Here are some relevant claims which track a line of thought from cancer to a problem for professional philosophy.
(1) Aromatase inhibitors, very commonly used in post-op treatment for breast cancer patients, lower available estrogen.
(2) Lower estrogen means less available dopamine.
(3) Less available dopamine creates some cognitive problems.
You can find these three discussed on this blog here One thing I had discovered before learning about aromatase inhibitors is that dopamine gives you your get-up-and-go. Losing dopamine can bring you to a halt, at least in some ways. I give an example in the earlier post. I also note that a recent long list of side-effects of aromatase inhibitors does not list any cognitive deficits, unless one counts depression and mood swings.
Another cognitive role dopamine has is giving one focus. Less dopamine means less focus and filtering; more signals reach the frontal lobes where ‘executive functioning’ is located. There’s more to think about, more to consider possibly relevant. More technically, having fewer dopamine receptors in the thalamus means less filtering. And that appears to be a central grounding for divergent thinking and creativity.
This grounding for creativity is not unproblematic, since in this respect schizophrenia appears to be caused in much the same way. As a comment on recent work has it:
Now research from the Karolinska Institute has shed light on a possible connection to dopamine. Looking at the dopamine receptors (D2 receptors) of ‘highly creative’ people, they found that the dopamine systems were similar to those observed in people suffering with schizophrenia in particular. The researchers postulate that dopamine receptor genes may be linked to the capacity for ‘divergent thought’.
The study, which was led by one Dr Ullen and used psychological tests to measure divergent thinking, found specifically that ‘highly creative’ types, as with schizophrenics, demonstrated a low density of D2 receptors in the thalamus. The role of the thalamus, among other things, is as a ‘filter’ which decides which thoughts and which information should make it to the cortex for reasoning to take place.
Having fewer D2 receptors then might cause less signal ‘filtering’ meaning that you have more information available to the cortex and are better able to come up with ‘novel’ solutions as a result and to ‘think outside the box’. On the negative side however, these sometimes illogical associations and connections could also be partly responsible for the kind of thinking seen in schizophrenic patients.
As the original research paper has it, highly creative types think outside a less intact box. And I think we should ask what will be the fate of such types in today’s academic philosophy. One part of the question concerns what journal referees will think of a paper with a number of original ideas commending different ways of looking at what the writer may think of as one topic, but the referees may not. One might find the reports say things like “I just don’t get this,” or “Too implausible to publish.” It may be very difficult for such a person to amass enough for a tenure case, given today’s stress on quantity of peer-reviewed items. As someone remarked to me very recently in discussing this sort of situation, there may not be any peers for the work in question.
Hopefully the person in question will get help from grad school mentors. In a more extreme case, if one or more powerful figures, recognising the creativity, get the person tenure despite a thin record, then the problem will be the lesser one of the resentment felt by others who cannot understand the work and don’t see why tenure was possible. I know of one case like this.
One might want to say to the floundering scholar, picking up a paper with five significant new ideas, “Just pick one and developed complete arguments for it”. That’s just what may be outside the person’s ability. To use a vivid but regrettably unflattering analogy: A very creative landscape artist might continually mess up colouring books.
Here’s the bottom line: Some valuable philosophers may find our current standards of number of peer reviewed publications excessively difficult to meet. One can now be almost too creative to be a professional philosopher.
Concluding comment: I’ve sat in a number of discussions of why “Two Dogmas of Empiricism” doesn’t have any good arguments in it. What would its fate be today? Probably it would be foolish to try to answer this question, but we are fortunate to have it in the canon, since it’s got a number of great ideas in it.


== WORK TASK ==
The output is to match the entries below character for character.

== SUPPLIED DATA ==

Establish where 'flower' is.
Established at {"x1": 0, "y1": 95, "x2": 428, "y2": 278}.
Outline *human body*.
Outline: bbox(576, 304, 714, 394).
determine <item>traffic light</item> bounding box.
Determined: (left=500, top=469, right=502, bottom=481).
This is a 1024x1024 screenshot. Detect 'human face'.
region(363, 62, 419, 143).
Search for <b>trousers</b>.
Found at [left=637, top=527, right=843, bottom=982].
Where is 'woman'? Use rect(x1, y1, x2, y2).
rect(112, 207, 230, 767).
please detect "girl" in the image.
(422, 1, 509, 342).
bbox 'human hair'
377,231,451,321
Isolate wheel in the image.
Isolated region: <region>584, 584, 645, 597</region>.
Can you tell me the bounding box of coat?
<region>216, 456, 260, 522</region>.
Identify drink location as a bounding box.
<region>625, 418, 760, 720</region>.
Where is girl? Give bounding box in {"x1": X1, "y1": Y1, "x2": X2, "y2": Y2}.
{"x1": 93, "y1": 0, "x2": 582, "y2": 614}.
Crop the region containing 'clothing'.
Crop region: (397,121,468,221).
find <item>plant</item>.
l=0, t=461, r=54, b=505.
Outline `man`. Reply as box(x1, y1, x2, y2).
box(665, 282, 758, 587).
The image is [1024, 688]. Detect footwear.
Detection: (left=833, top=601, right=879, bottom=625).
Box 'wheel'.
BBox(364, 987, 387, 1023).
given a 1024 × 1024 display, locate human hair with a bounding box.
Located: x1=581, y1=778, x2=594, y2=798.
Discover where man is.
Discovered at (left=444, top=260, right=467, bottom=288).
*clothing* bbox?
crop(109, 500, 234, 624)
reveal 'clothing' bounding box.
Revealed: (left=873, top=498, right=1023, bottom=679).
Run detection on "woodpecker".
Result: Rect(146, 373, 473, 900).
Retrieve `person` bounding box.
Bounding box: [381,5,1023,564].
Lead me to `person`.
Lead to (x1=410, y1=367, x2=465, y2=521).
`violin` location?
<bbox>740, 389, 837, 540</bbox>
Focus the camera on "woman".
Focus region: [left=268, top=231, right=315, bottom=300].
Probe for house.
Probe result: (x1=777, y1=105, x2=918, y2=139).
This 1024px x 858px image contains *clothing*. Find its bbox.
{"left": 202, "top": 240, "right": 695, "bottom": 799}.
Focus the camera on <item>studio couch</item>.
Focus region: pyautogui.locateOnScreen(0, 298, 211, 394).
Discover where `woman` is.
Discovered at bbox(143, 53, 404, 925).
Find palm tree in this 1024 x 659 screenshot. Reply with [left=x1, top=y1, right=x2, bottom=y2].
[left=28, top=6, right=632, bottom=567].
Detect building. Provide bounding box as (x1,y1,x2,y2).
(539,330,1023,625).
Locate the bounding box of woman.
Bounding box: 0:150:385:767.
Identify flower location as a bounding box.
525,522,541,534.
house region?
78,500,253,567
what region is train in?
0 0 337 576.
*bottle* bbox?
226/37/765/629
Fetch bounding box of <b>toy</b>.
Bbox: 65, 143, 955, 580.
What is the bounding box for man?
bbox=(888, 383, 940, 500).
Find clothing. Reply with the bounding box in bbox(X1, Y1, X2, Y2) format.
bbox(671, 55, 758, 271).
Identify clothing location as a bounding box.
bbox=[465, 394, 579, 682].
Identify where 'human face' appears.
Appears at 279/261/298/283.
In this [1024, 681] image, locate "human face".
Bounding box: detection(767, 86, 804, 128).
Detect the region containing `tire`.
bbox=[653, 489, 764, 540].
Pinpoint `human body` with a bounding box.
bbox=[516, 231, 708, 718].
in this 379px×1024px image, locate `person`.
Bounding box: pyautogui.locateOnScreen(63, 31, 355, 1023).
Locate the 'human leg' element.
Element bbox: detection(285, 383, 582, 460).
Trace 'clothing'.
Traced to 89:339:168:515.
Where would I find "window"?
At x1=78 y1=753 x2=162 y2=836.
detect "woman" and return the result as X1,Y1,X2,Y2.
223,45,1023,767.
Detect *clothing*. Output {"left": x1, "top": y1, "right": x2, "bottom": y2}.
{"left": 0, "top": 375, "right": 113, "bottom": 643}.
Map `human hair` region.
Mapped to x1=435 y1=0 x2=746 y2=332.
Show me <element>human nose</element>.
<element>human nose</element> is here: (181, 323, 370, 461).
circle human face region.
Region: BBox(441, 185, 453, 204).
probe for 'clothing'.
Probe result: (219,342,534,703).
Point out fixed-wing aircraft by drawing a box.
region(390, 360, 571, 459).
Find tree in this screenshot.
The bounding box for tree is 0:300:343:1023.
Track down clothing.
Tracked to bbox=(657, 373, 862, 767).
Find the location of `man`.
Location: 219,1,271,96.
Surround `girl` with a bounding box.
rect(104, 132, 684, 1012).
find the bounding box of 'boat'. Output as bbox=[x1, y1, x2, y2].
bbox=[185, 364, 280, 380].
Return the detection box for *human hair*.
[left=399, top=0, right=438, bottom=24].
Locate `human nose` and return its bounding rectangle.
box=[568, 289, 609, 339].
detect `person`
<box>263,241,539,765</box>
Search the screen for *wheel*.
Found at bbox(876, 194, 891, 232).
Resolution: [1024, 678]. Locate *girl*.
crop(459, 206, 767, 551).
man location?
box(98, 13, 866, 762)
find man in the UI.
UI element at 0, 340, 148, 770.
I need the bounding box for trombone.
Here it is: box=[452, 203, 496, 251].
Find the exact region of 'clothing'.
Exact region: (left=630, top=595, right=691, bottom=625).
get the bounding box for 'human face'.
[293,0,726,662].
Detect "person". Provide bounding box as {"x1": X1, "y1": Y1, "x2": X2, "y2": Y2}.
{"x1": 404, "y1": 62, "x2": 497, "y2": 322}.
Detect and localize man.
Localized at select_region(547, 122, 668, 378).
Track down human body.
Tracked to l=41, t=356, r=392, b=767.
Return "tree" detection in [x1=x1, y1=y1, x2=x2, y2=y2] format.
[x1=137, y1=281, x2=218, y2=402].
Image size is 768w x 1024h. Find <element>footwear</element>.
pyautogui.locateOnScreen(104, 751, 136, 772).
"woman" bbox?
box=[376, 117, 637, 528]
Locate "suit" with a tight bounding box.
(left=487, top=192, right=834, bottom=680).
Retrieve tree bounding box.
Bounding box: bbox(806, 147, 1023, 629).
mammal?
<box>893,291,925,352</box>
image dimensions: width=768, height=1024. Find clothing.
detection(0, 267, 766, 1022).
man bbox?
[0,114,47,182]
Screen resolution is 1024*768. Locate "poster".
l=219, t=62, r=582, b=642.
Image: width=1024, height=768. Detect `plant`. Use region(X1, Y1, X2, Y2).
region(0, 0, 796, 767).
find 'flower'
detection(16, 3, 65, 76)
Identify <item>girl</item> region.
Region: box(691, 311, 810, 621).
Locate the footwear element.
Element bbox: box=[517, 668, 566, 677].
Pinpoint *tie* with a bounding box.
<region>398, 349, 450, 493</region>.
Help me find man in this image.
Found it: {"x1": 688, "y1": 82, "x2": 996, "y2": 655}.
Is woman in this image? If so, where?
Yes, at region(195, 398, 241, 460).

== RESPONSE BOX ==
Establish where 'flower' is.
Established at {"x1": 0, "y1": 95, "x2": 428, "y2": 278}.
Outline *human body*.
Outline: bbox(576, 304, 714, 394).
determine <item>traffic light</item> bounding box.
Determined: (left=500, top=469, right=502, bottom=481).
This is a 1024x1024 screenshot. Detect 'human face'.
region(363, 62, 419, 143).
Search for <b>trousers</b>.
Found at [left=637, top=527, right=843, bottom=982].
Where is 'woman'? Use rect(x1, y1, x2, y2).
rect(112, 207, 230, 767).
please detect "girl" in the image.
(422, 1, 509, 342).
bbox 'human hair'
377,231,451,321
Isolate wheel in the image.
Isolated region: <region>584, 584, 645, 597</region>.
Can you tell me the bounding box of coat?
<region>216, 456, 260, 522</region>.
Identify drink location as a bounding box.
<region>625, 418, 760, 720</region>.
Where is girl? Give bounding box in {"x1": X1, "y1": Y1, "x2": X2, "y2": Y2}.
{"x1": 93, "y1": 0, "x2": 582, "y2": 614}.
Crop the region containing 'clothing'.
Crop region: (397,121,468,221).
find <item>plant</item>.
l=0, t=461, r=54, b=505.
Outline `man`. Reply as box(x1, y1, x2, y2).
box(665, 282, 758, 587).
The image is [1024, 688]. Detect footwear.
Detection: (left=833, top=601, right=879, bottom=625).
Box 'wheel'.
BBox(364, 987, 387, 1023).
given a 1024 × 1024 display, locate human hair with a bounding box.
Located: x1=581, y1=778, x2=594, y2=798.
Discover where man is.
Discovered at (left=444, top=260, right=467, bottom=288).
*clothing* bbox?
crop(109, 500, 234, 624)
reveal 'clothing' bounding box.
Revealed: (left=873, top=498, right=1023, bottom=679).
Run detection on "woodpecker".
Result: Rect(146, 373, 473, 900).
Retrieve `person` bounding box.
Bounding box: [381,5,1023,564].
Lead me to `person`.
Lead to (x1=410, y1=367, x2=465, y2=521).
`violin` location?
<bbox>740, 389, 837, 540</bbox>
Focus the camera on "woman".
Focus region: [left=268, top=231, right=315, bottom=300].
Probe for house.
Probe result: (x1=777, y1=105, x2=918, y2=139).
This 1024px x 858px image contains *clothing*. Find its bbox.
{"left": 202, "top": 240, "right": 695, "bottom": 799}.
Focus the camera on <item>studio couch</item>.
Focus region: pyautogui.locateOnScreen(0, 298, 211, 394).
Discover where `woman` is.
Discovered at bbox(143, 53, 404, 925).
Find palm tree in this 1024 x 659 screenshot. Reply with [left=x1, top=y1, right=x2, bottom=y2].
[left=28, top=6, right=632, bottom=567].
Detect building. Provide bounding box as (x1,y1,x2,y2).
(539,330,1023,625).
Locate the bounding box of woman.
Bounding box: 0:150:385:767.
Identify flower location as a bounding box.
525,522,541,534.
house region?
78,500,253,567
what region is train in?
0 0 337 576.
*bottle* bbox?
226/37/765/629
Fetch bounding box of <b>toy</b>.
Bbox: 65, 143, 955, 580.
What is the bounding box for man?
bbox=(888, 383, 940, 500).
Find clothing. Reply with the bounding box in bbox(X1, Y1, X2, Y2) format.
bbox(671, 55, 758, 271).
Identify clothing location as a bounding box.
bbox=[465, 394, 579, 682].
Identify where 'human face' appears.
Appears at 279/261/298/283.
In this [1024, 681] image, locate "human face".
Bounding box: detection(767, 86, 804, 128).
Detect the region containing `tire`.
bbox=[653, 489, 764, 540].
Pinpoint `human body` with a bounding box.
bbox=[516, 231, 708, 718].
in this 379px×1024px image, locate `person`.
Bounding box: pyautogui.locateOnScreen(63, 31, 355, 1023).
Locate the 'human leg' element.
Element bbox: detection(285, 383, 582, 460).
Trace 'clothing'.
Traced to 89:339:168:515.
Where would I find "window"?
At x1=78 y1=753 x2=162 y2=836.
detect "woman" and return the result as X1,Y1,X2,Y2.
223,45,1023,767.
Detect *clothing*. Output {"left": x1, "top": y1, "right": x2, "bottom": y2}.
{"left": 0, "top": 375, "right": 113, "bottom": 643}.
Map `human hair` region.
Mapped to x1=435 y1=0 x2=746 y2=332.
Show me <element>human nose</element>.
<element>human nose</element> is here: (181, 323, 370, 461).
circle human face region.
Region: BBox(441, 185, 453, 204).
probe for 'clothing'.
Probe result: (219,342,534,703).
Point out fixed-wing aircraft by drawing a box.
region(390, 360, 571, 459).
Find tree in this screenshot.
The bounding box for tree is 0:300:343:1023.
Track down clothing.
Tracked to bbox=(657, 373, 862, 767).
Find the location of `man`.
Location: 219,1,271,96.
Surround `girl` with a bounding box.
rect(104, 132, 684, 1012).
find the bounding box of 'boat'. Output as bbox=[x1, y1, x2, y2].
bbox=[185, 364, 280, 380].
Return the detection box for *human hair*.
[left=399, top=0, right=438, bottom=24].
Locate `human nose` and return its bounding rectangle.
box=[568, 289, 609, 339].
detect `person`
<box>263,241,539,765</box>
Search the screen for *wheel*.
Found at bbox(876, 194, 891, 232).
Resolution: [1024, 678]. Locate *girl*.
crop(459, 206, 767, 551).
man location?
box(98, 13, 866, 762)
find man in the UI.
UI element at 0, 340, 148, 770.
I need the bounding box for trombone.
Here it is: box=[452, 203, 496, 251].
Find the exact region of 'clothing'.
Exact region: (left=630, top=595, right=691, bottom=625).
get the bounding box for 'human face'.
[293,0,726,662].
Detect "person". Provide bounding box as {"x1": X1, "y1": Y1, "x2": X2, "y2": Y2}.
{"x1": 404, "y1": 62, "x2": 497, "y2": 322}.
Detect and localize man.
Localized at select_region(547, 122, 668, 378).
Track down human body.
Tracked to l=41, t=356, r=392, b=767.
Return "tree" detection in [x1=x1, y1=y1, x2=x2, y2=y2] format.
[x1=137, y1=281, x2=218, y2=402].
Image size is 768w x 1024h. Find <element>footwear</element>.
pyautogui.locateOnScreen(104, 751, 136, 772).
"woman" bbox?
box=[376, 117, 637, 528]
Locate "suit" with a tight bounding box.
(left=487, top=192, right=834, bottom=680).
Retrieve tree bounding box.
Bounding box: bbox(806, 147, 1023, 629).
mammal?
<box>893,291,925,352</box>
image dimensions: width=768, height=1024. Find clothing.
detection(0, 267, 766, 1022).
man bbox?
[0,114,47,182]
Screen resolution is 1024*768. Locate "poster".
l=219, t=62, r=582, b=642.
Image: width=1024, height=768. Detect `plant`. Use region(X1, Y1, X2, Y2).
region(0, 0, 796, 767).
find 'flower'
detection(16, 3, 65, 76)
Identify <item>girl</item> region.
Region: box(691, 311, 810, 621).
Locate the footwear element.
Element bbox: box=[517, 668, 566, 677].
Pinpoint *tie* with a bounding box.
<region>398, 349, 450, 493</region>.
Help me find man in this image.
Found it: {"x1": 688, "y1": 82, "x2": 996, "y2": 655}.
Is woman in this image? If so, where?
Yes, at region(195, 398, 241, 460).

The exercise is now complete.